4. a youtube piece that's now a hit amongst the fiance's pals

5. no and NO

6. steve hid it.


.....kitten mitten.

uncle paul said...

Fun fact: Keats probably had in mind the fifth act of Philaster, by Beaumont and Fletcher.

PHI.  Sir, let me speak next; 
And let my dying words be better with you 
Than my dull living actions. If you aim 
At the dear life of this sweet innocent, 
You are a tyrant and a savage monster, 
That feeds upon the blood you gave a life to; 
Your memory shall be as foul behind you, 
As you are living; all your better deeds 
Shall be in water writ, but this in marble; 
No chronicle shall speak you, though your own, 
But for the shame of men. No monument, 
Though high and big as Pelion, shall be able 
To cover this base murder: make it rich 
With brass, with purest gold and shining jasper, 
Like the Pyramides; lay on epitaphs 
Such as make great men gods; my little marble 
That only clothes my ashes, not my faults, 
Shall far outshine it. 

Not too bad, huh? Some people just have the luck to get Shakespeare as the co-worker/competition.

kidchamp said...

the notion that this water-writing is a thing to avoid is troubling me. for shakey's contemporaries permanence is of course the thing, but...can wilde's angle be a retort, here?
 
chabon's narrator doesn't make it sound wholly negative:
 
I asked myself what I would do if my doctor pronounced some fatal diagnosis over me and then sent me back out into the weaselly old world. Would I throw aside my work and concentrate instead on writing my name in water--picking up transvestites on airplanes, seducing sexually ambivalent virgins, driving around Pittsburgh in a borrowed convertible at four o'clock in the morning, looking for trouble?
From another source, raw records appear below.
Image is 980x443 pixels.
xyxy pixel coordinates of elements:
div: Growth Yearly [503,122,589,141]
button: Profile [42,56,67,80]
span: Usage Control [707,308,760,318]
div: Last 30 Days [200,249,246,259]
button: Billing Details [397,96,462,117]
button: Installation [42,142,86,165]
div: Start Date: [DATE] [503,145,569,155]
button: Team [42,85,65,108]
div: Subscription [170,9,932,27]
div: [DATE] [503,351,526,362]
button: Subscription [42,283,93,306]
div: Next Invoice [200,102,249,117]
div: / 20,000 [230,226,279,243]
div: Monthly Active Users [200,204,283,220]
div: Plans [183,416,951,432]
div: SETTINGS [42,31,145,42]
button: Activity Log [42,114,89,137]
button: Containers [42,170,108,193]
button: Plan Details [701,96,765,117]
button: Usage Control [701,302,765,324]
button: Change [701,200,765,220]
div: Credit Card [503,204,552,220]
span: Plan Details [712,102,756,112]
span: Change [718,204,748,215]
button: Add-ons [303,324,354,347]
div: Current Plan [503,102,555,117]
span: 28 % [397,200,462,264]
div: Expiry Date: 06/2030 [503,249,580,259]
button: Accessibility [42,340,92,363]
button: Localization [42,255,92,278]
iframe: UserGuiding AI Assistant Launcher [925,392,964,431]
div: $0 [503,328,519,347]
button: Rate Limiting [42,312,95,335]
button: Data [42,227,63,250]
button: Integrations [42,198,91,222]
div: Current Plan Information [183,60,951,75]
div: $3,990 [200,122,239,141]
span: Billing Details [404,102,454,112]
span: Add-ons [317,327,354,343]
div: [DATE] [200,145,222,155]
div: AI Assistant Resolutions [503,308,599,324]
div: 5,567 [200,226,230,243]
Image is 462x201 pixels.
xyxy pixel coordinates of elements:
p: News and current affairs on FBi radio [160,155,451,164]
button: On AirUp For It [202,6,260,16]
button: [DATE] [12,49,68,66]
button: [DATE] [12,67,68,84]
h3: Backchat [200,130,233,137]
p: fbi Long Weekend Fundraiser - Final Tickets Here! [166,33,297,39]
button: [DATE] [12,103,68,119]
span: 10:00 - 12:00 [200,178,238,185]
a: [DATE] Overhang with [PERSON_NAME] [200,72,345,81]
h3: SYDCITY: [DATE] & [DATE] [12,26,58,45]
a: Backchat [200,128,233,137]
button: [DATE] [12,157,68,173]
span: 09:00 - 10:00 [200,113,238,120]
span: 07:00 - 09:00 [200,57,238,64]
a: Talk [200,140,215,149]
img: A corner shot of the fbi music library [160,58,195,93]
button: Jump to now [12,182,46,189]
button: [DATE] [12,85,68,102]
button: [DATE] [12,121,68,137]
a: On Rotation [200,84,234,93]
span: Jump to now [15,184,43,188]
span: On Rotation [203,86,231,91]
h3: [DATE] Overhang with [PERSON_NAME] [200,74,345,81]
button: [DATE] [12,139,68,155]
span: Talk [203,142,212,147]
It pleased me for a moment to believe that I would; but in the very next instant I knew that with death in my body my only desire would be to curl up on the Honor Bilt with half a kilo of Afghan Butthair, roll numbers, and watch reruns of The Rockford Files until the girl in the black kimono came to take me away.
 
i could be projecting.

Amanda said...

01 Certainly not.
02 The deli guys seem to think so.
03 I prefer writing my name in acorns. Well, lavender ink.
04 I mostly talk in my sleep. It has accomplished many things, though none particularly useful.
05 Life's not fair.
06 NAUGHTY KITTENS.

kidchamp said...

amanda, you are my lit crit mercenary. 

uncle paul said...

When Wilde went to Rome, he in fact prostrated himself before that very gravestone of Keats, so one wonders how different it works out to be... but I think you're right that it's set up as a countering. Or those scandalous words of Walter Pater, Wilde's other idol:  
 
"Every moment some form grows perfect in hand or face; some tone on the hills or the sea is choicer than the rest; some mood of passion or insight or intellectual excitement is irresistibly real and attractive to us, — for that moment only. Not the fruit of experience, but experience itself, is the end. A counted number of pulses only is given to us of a variegated, dramatic life. How may we see in them all that is to seen in them by the finest senses? How shall we pass most swiftly from point to point, and be present always at the focus where the greatest number of vital forces unite in their purest energy? To burn always with this hard, gemlike flame, to maintain this ecstasy, is success in life."  
 
Seriously - _that_ is success in life! What a claim! It was so radical that Pater had to take it out of the second edition.

uncle paul said...

Rid of the world's injustice, and his pain,
He rests at last beneath God's veil of blue:
Taken from life when life and love were new
The youngest of the martyrs here is lain,
Fair as Sebastian, and as early slain.
No cypress shades his grave, no funeral yew,
But gentle violets weeping with the dew
Weave on his bones an ever-blossoming chain.
O proudest heart that broke for misery!
O sweetest lips since those of Mitylene!
O poet-painter of our English Land!
Thy name was writ in water--it shall stand:
And tears like mine will keep thy memory green,
As Isabella did her Basil-tree.

kidchamp said...

reading this in drawstring pants at home on a friday night is breaking me. 

wabes said...

I am late to this party, but that "charismatic megafauna" idea stuck with me for a good long while.  What interesting names the seal watchers had, too.